--- How to complete this task ---
Among the lines of the records, please find those that contain the word "click" and copy them.

--- Entries provided ---
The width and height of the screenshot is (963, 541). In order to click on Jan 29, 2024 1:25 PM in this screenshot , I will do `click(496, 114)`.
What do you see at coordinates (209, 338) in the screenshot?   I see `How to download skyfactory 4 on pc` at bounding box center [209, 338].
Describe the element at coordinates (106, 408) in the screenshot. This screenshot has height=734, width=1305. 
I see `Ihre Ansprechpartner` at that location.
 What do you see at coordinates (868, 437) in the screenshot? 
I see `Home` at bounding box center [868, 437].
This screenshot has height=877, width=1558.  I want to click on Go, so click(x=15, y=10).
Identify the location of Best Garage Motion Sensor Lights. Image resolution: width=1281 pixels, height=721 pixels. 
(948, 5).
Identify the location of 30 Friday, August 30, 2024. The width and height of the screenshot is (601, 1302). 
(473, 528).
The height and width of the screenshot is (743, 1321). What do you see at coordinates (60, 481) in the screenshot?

--- Written answer ---
The width and height of the screenshot is (963, 541). In order to click on Jan 29, 2024 1:25 PM in this screenshot , I will do `click(496, 114)`.
This screenshot has height=877, width=1558.  I want to click on Go, so click(x=15, y=10).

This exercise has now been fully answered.